The example in the photo above is a 1GB memory card which comes with Rayman Kart. PNY didn't talk pricing as such, but it told us a card with game(s) generally costs the same as a card without – the idea is a promotion to get people buying the memory cards.

But here's the weird thing: the games aren't actually preloaded on the memory card. Instead, on the back of the pack are instructions to download the game from a WAP site (in the pack we've got, it directs you to Gameloft's own WAP site).

Presumably, this is because it isn't possible to include every single port of a game on the memory card, given that they're not sold in handset-specific versions.

The packaging does make it clear that you're downloading the game onto your mobile, which has to be WAP-enabled, so it's not misleading.
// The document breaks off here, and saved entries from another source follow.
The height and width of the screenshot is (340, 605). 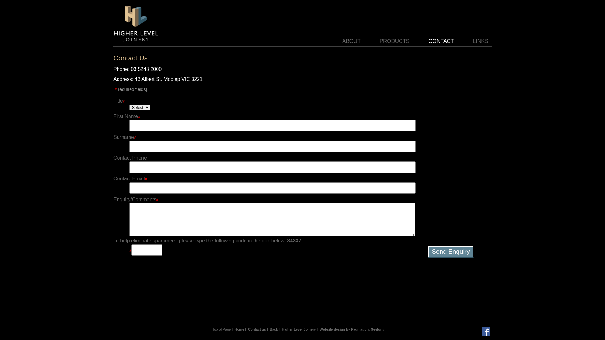 What do you see at coordinates (239, 330) in the screenshot?
I see `Home` at bounding box center [239, 330].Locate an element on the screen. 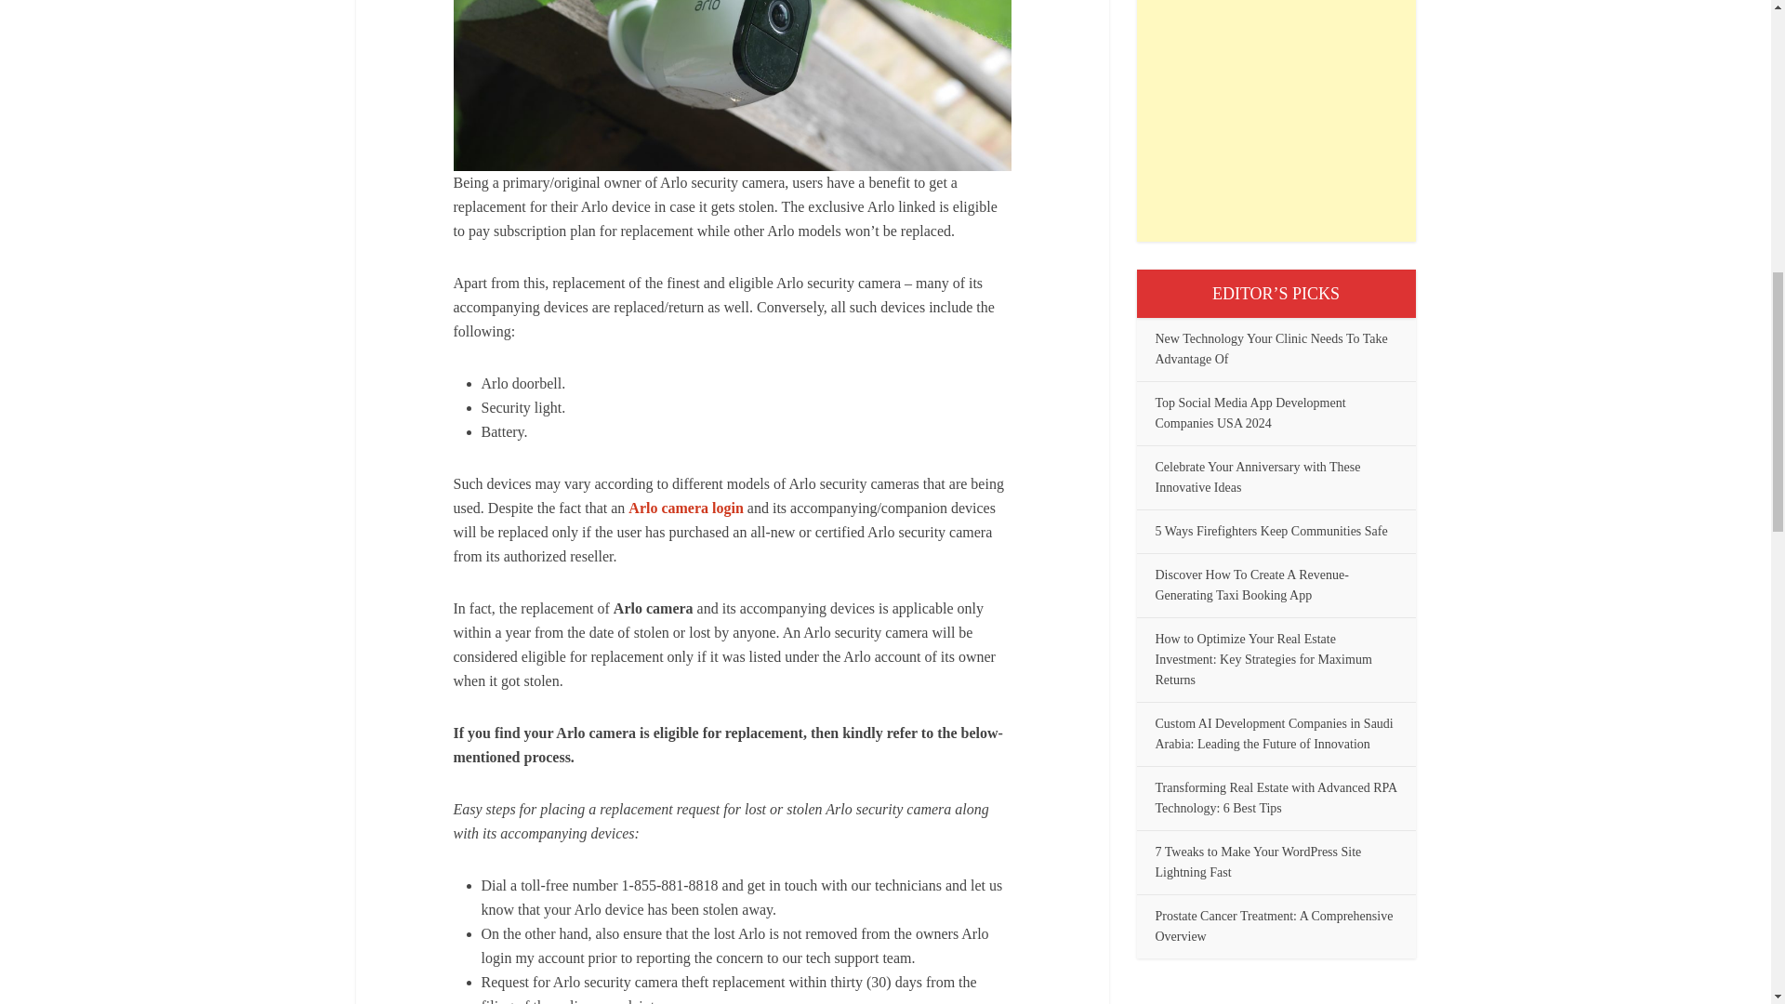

But it does mean users may still fall foul of data charges.

Anyway, it's interesting that the Big Three mobile players are investigating high-street retail again, although it seems the initiative comes from PNY rather than being a big push from the publishers themselves.

Stuart Dredge
Stuart Dredge
Stuart is a freelance journalist and blogger who's been getting paid to write stuff since 1998. In that time, he's focused on topics ranging from Sega's Dreamcast console to robots. That's what you call versatility. (Or a short attention span.)